JUST as the Boy is father to the Man, so is the Young Turk to
the Old Fart. It is a truth forgotten by even the most self-aware,
be they politicians, artists and even comedians - whose job, you
might have thought, would be to register more keenly that
inevitable slide into complacency.
And so, much as we all like Graeme Garden and John Lloyd -
responsible for some of the classic radio and television comedy of
the past 40 years - it is hard not to baulk at their complaints,
aired on The Frequency of Laughter (R4, Saturday), about the axing
of shows they loved, and the paucity of laughs on the radio these
days, while, in almost the same breath, recollecting how stuffy BBC
Light Entertainment was when they entered the fray.
While the thought of Quote, Unquote makes John Lloyd
proud to be a member of the species, there are others who wonder
how on earth such dreary pretension is still commissioned after all
these years.
The Frequency of Laughter is a six-part history of
radio comedy, from 1975 to the present, and the first episode took
us to the end of the 1970s: a time when Ian McIntyre, controller of
Radio 4, wielded the new broom.
The amount of material produced in his three years is
phenomenal, particularly in comparison with today's moribund
turnover; but there was nothing so intrinsically meritorious about
The News Huddlines or Week Ending which required
their unquestioning reappearance in the schedules. With The
News Quiz and I'm Sorry I Haven't a Clue limping on,
sacred cows on which nobody dare place the electrodes, BBC Radio
continues to demonstrate a cagey attitude to change.
One thing we can all agree on - Garden and Lloyd described him
here as a genius - is the quality of John Finnemore's Souvenir
Programme (R4, Wednesday). In its fourth series, and
unfatigued by success or an indulgent studio audience, the
programme contains a strategic balance of satire and absurdist
humour.
In the first category, witness the sketch last week about the
antiques collector who has everything - except the swivel chair
designed by the most famous carpenter of all, Jesus. In the second,
a terrific sketch featured the sun-gods Rah, Helios, and Sol trying
to get along at an interfaith conference. Radio comedy will always
be a hit-and-miss affair. (If you want an example of a miss, then
you need listen to only five minutes of Welcome to our
Village, an offering earlier on a Wednesday on Radio 4.) But
John Finnemore remains a consistent hit.
Unwitting humour, though, is often the most memorable. And there
were laughs a-plenty in Across the Board(R4, Thursday)
during which the footballer Sol Campbell simultaneously played
chess with and was interviewed by Dominic Lawson.
Campbell is, by his own regular admissions, a modest, humble
man. To ignore the taunts of the fans showed, in his own words,
"class, maturity, and humility". He is a great learner, we are
told, and, were he not a footballer, he would surely have
demonstrated a talent in another field.
As he spouted all this, Lawson methodically took his game apart,
making Campbell look like a player full of panache but to no real
effect. An Arsenal footballer, in fact.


Copy each line below in which the string "junction" appears.

- **INFORMATION SHOWN**:
--*--

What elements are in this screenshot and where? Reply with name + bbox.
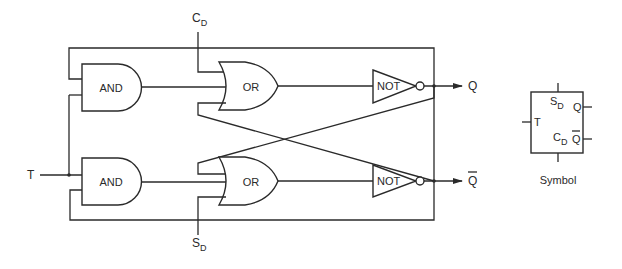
or-gate-bottom: OR (219, 157, 278, 205)
not-gate-bottom: NOT (373, 165, 424, 197)
not-gate-top-label: NOT (377, 80, 401, 92)
and-gate-bottom: AND (82, 158, 142, 205)
t-input-label: T (27, 168, 35, 182)
or-gate-bottom-label: OR (243, 176, 260, 188)
circuit-diagram: AND OR NOT Q CD T AND OR S (0, 0, 622, 269)
and-gate-top: AND (82, 64, 141, 111)
or-gate-top-label: OR (243, 81, 260, 93)
and-gate-top-label: AND (99, 82, 122, 94)
q-output-label: Q (468, 79, 477, 93)
flipflop-symbol: SD Q T Q CD Symbol (522, 83, 592, 186)
sd-label: SD (192, 236, 207, 253)
or-gate-top: OR (219, 62, 278, 110)
symbol-t-label: T (534, 116, 541, 128)
symbol-qbar-label: Q (572, 133, 581, 145)
not-gate-bottom-label: NOT (377, 175, 401, 187)
symbol-q-label: Q (573, 101, 582, 113)
symbol-caption: Symbol (540, 174, 577, 186)
qbar-junction-dot (432, 179, 436, 183)
not-gate-top: NOT (373, 70, 424, 103)
t-junction-dot (67, 173, 71, 177)
and-gate-bottom-label: AND (99, 176, 122, 188)
cd-label: CD (192, 11, 208, 28)
qbar-output-label: Q (468, 174, 477, 188)
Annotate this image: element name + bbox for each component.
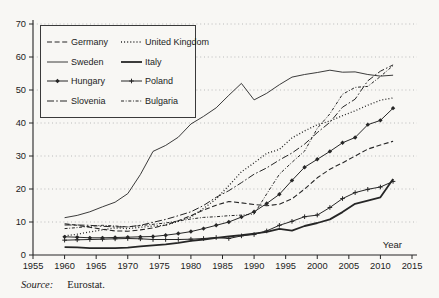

--*--

- **RESULT OF THIS TASK**:
qbar-junction-dot (432, 179, 436, 183)
t-junction-dot (67, 173, 71, 177)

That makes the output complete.